Integration

Pieces are coming together for CFD Vision 2030


The CFD Vision 2030 Integration Committee advocates for, inspires and enables community activities recommended by the vision study for revolutionary advances in the state-of-the-art of computational technologies needed for analysis, design and certification of future aerospace systems.

Demonstrating efficiently scaled computational fluid dynamics simulations on an exascale system is a key technology milestone for the CFD Vision 2030 activity. The term “exascale” refers to a system capable of performing one exaflop, or 1018 floating-point operations per second. The Frontier system at the Oak Ridge National Laboratory in Tennessee passed acceptance testing in April, making it available to over 1,000 developers and researchers worldwide. GE Aerospace and the FUN3D group at NASA’s Langley Research Center in Virginia are among the early users of this world-leading system, using it to attempt simulations that would have been impossible on previous systems. GE is using Frontier to assess aircraft engine design trade-offs, from the microscopic features of turbulence to the larger effects of how these flow features evolve and affect system performance and noise. NASA Langley researchers are pursuing simulations of long-duration reentry trajectories into the Martian atmosphere using retropropulsion to meet this key 2024 technology milestone. Located at the Argonne National Laboratory in Illinois, a second exascale-class system known as Aurora reached an important milestone in June when hardware installation was completed. Aurora is projected to provide a computational capacity exceeding two exaflops.

Improvements in computer speed and memory size are key enablers for simulating the complex flow fields around aircraft and spacecraft. To leverage these capabilities efficiently, improvements are needed for solver algorithms and post processing. The AIAA CFD High Lift Prediction workshops have included a growing number of higher-order solvers, highlighting the need for higher-order meshing and visualization. Fortunately, commercial developers are developing these capabilities. Pointwise from California-based Cadence Design Systems continues to improve its higher-order meshing, and Washington-based Tecplot Inc. released a new version of its Tecplot visualization code in August that includes support for high-order mesh elements.

Launchpad damage after the SpaceX Starship launch in April and the Artemis I Space Launch System launch in 2022 showed the harsh environments that launchpads must endure and the challenges associated with protecting them. Full-scale testing and analysis of these dynamic, chemically reacting, multiphase environments are major challenges. The Launch, Ascent, and Vehicle Aerodynamics, LAVA, group at NASA’s Ames Research Center in California is working with NASA’s Exploration Ground Systems in Florida to validate its code with the Artemis I flight data and develop new environments for Artemis II using tools that require high-performance computing, complex physical models and robust algorithms to understand these environments.

A key goal of AIAA’s CFD Vision 2030 Integration Committee is to see leading-edge research moved into production codes that can benefit industry and government programs. An example of such progress is Bell’s V-280 tiltrotor. Its selection last year as the U.S. Army’s Future-Long Range Assault Aircraft was upheld in April by the U.S. Government Accountability Office after a bid protest by Sikorsky, whose coaxial rotor aircraft, the Defiant X, was turned down by the Army. The decision to select the V-280 for the Army’s next major aircraft development program was informed in part by high-fidelity CFD/computational structural dynamics calculations the Army performed on both configurations. Specifically, since 2014 the Army Combat Capabilities Development Command Aviation and Missile Center has investigated the performance of both vehicles by performing calculations on the Defense Department’s High Performance Computing Modernization Program’s massively parallel computer systems using the Computational Research and Engineering Acquisition Tools and Environments Air Vehicle, or CREATE-AV, Helios software. Scaled-model tests performed by the companies validated the accuracy of the high-fidelity models.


• WORK REQUEST: Your reproduction of the entries should be exact and should contain no pictures.

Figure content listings
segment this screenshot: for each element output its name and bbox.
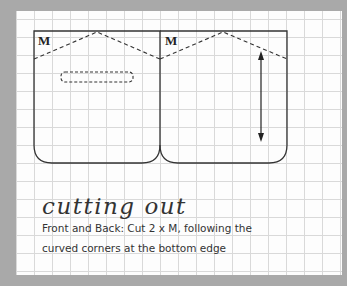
pocket-slot-outline (61, 72, 133, 82)
grain-line-arrow-icon (258, 51, 264, 142)
section-heading: cutting out (42, 193, 187, 219)
dashed-fold-line-left (34, 32, 160, 59)
piece-label-back: M (165, 33, 177, 49)
dashed-fold-line-right (160, 32, 287, 59)
instruction-line-1: Front and Back: Cut 2 x M, following the (42, 222, 252, 234)
pattern-piece-back (160, 31, 287, 163)
instruction-line-2: curved corners at the bottom edge (42, 242, 226, 254)
pattern-piece-front (34, 31, 160, 163)
piece-label-front: M (38, 33, 50, 49)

• EXPECTED ANSWER:
segment this screenshot: for each element output its name and bbox.
pocket-slot-outline (61, 72, 133, 82)
grain-line-arrow-icon (258, 51, 264, 142)
section-heading: cutting out (42, 193, 187, 219)
dashed-fold-line-left (34, 32, 160, 59)
piece-label-back: M (165, 33, 177, 49)
dashed-fold-line-right (160, 32, 287, 59)
instruction-line-1: Front and Back: Cut 2 x M, following the (42, 222, 252, 234)
pattern-piece-back (160, 31, 287, 163)
instruction-line-2: curved corners at the bottom edge (42, 242, 226, 254)
pattern-piece-front (34, 31, 160, 163)
piece-label-front: M (38, 33, 50, 49)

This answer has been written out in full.